Notice: The reproducibility variables underlying each score are classified using an automated LLM-based pipeline, validated against a manually labeled dataset. LLM-based classification introduces uncertainty and potential bias; scores should be interpreted as estimates. Full accuracy metrics and methodology are described in Coakley et alK. L. Coakley, T. Snelleman, H. Hoos, and O. E. Gundersen, "The embrace of open science: An analysis of a decade of AI research and 56 800 conference papers," Under Review, 2026..

Fair Matroid Selection

Authors: Kiarash Banihashem, MohammadTaghi Hajiaghayi, Danny Mittal

NeurIPS 2025 | Venue PDF | LLM Run Details

Reproducibility Variable Result LLM Response
Research Type Theoretical We investigate the problem of sequentially selecting elements of an unknown matroid in an online manner to form an independent set, with the goal of maximizing the minimum probability of acceptance across all elements, a property we define as f-fairness.
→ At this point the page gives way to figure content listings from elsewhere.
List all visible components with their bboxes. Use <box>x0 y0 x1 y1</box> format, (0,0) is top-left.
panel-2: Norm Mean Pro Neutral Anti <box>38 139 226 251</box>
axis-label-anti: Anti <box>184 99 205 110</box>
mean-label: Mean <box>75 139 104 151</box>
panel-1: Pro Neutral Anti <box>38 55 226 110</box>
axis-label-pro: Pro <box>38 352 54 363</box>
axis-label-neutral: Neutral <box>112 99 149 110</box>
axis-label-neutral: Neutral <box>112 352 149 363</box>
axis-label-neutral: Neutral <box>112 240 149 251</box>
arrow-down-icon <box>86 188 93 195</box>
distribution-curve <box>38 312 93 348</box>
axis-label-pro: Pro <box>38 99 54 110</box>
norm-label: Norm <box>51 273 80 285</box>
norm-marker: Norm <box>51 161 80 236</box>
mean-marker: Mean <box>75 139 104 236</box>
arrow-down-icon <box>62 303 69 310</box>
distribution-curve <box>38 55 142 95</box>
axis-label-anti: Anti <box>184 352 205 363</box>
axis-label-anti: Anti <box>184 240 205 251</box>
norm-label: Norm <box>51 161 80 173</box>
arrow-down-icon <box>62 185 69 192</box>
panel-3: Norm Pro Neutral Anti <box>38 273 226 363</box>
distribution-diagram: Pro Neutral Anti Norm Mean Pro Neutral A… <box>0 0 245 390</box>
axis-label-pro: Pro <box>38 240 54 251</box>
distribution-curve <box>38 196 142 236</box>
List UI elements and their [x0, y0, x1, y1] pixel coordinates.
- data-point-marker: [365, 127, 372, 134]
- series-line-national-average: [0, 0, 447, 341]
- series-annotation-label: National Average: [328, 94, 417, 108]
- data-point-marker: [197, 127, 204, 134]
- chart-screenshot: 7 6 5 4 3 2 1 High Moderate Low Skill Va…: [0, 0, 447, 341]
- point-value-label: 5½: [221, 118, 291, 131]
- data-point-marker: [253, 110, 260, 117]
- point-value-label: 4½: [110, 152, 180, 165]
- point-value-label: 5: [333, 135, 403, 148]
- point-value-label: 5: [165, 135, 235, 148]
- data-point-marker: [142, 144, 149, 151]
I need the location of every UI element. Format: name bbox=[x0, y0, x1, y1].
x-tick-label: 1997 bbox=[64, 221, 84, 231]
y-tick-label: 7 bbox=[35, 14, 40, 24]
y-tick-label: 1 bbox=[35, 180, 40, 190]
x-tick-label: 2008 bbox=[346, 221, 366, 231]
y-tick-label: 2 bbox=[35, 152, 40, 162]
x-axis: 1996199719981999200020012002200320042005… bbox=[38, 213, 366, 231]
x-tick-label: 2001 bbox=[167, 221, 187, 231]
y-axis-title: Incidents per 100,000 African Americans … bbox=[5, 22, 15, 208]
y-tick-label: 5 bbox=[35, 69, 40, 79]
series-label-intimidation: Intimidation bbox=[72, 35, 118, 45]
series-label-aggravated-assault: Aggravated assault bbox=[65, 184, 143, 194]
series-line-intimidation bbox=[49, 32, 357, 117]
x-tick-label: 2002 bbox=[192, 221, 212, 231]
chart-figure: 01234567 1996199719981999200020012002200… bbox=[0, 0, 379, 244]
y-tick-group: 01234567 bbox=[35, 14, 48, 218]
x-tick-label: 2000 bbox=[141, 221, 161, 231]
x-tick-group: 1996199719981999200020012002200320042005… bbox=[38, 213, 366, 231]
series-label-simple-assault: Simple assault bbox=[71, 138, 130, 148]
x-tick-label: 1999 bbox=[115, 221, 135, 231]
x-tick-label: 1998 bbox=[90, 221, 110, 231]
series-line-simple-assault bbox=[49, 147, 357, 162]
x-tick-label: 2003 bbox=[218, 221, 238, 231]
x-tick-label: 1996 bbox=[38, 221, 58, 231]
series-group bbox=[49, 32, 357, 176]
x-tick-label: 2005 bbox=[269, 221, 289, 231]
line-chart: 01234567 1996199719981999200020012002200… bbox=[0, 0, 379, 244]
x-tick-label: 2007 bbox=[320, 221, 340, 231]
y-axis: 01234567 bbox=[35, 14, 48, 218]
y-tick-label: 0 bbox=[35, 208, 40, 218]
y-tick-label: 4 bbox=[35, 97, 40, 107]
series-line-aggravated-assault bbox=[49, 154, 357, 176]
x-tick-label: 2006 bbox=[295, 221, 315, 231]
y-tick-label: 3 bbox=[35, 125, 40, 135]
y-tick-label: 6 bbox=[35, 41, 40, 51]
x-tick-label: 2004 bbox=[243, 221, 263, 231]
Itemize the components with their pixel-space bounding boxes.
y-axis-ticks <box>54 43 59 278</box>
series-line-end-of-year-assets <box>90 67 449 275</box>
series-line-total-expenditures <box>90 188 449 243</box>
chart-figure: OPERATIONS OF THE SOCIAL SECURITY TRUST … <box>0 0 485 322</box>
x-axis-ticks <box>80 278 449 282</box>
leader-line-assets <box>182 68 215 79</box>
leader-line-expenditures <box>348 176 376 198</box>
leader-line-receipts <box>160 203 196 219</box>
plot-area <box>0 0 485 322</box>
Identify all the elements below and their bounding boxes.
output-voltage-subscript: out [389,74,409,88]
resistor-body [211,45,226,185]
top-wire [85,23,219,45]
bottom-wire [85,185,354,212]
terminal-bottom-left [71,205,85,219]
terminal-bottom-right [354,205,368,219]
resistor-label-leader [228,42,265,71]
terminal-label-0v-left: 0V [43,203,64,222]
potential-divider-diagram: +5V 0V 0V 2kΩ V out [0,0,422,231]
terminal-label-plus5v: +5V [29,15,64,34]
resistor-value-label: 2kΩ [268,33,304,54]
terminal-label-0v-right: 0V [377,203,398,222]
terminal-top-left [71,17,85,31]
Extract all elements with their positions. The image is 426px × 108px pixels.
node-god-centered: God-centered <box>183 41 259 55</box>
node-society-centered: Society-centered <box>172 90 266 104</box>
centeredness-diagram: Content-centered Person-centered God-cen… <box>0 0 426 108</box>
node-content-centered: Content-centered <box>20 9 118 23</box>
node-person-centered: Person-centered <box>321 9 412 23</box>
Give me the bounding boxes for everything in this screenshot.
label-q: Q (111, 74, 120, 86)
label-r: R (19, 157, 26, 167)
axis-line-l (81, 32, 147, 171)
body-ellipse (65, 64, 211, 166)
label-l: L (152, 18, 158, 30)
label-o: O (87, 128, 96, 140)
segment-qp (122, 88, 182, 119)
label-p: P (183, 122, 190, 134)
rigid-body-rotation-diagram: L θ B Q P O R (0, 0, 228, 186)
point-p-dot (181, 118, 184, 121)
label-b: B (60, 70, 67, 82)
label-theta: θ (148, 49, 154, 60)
Under adversarial arrival orders, we design an α(ln k + 1)-fair algorithm, where α is the arboricity of the matroid and k is the rank, a result that is nearly optimal. For laminar matroids, we develop a (2α 1)-fair algorithm, which is optimal up to constant factors, achieved through a novel online coloring scheme. In the random arrival order setting, we achieve a (4 + o(1))α-fair algorithm for graphic matroids, matching the optimal result up to constant factors, relying on a novel technique for learning a degeneracy ordering using a sampled subset of edges. We further generalize our result to p-matchoids, obtaining a β(p ln k + 1)-fair algorithm for the adversarial arrival model, where β is the optimal offline fairness. Notably, all our results can be extended to a setting with no prior knowledge of the matroid with only a logarithmic increase in the fairness factor.
Researcher Affiliation Academia Kiarash Banihashem Department of Computer Science University of Maryland EMAIL Mohammad Taghi Hajiaghayi Department of Computer Science University of Maryland EMAIL Danny Mittal Department of Computer Science University of Maryland EMAIL
Pseudocode Yes Algorithm 1: General algorithm for adversarial order fair matroid selection. Let m = α(ln k + 1) . For each j = 1, . . . , m, initialize the set Aj as empty. Choose r uniformly at random from 1, . . . , m. for e being presented do Let j be the minimum among 1, . . . , m such that Aj {e} is independent. Insert e into Aj. if j = r then
Open Source Code No The paper is theoretical and does not contain any experiments. The NeurIPS Paper Checklist for 'Open access to data and code' states 'NA' with the justification: 'The paper is theoretical and does not contain any experiments.'
Open Datasets No The paper is theoretical and does not contain any experiments. The NeurIPS Paper Checklist for 'Open access to data and code' states 'NA' with the justification: 'The paper is theoretical and does not contain any experiments.'
Dataset Splits No The paper is theoretical and does not involve empirical evaluation on datasets, thus there is no mention of dataset splits.
Hardware Specification No The paper is theoretical and does not contain any experiments, therefore no hardware specifications are provided.
Software Dependencies No The paper is theoretical and does not contain any experiments, therefore no software dependencies with version numbers are listed.
Experiment Setup No The paper is theoretical and does not describe any experimental setups, hyperparameters, or system-level training settings.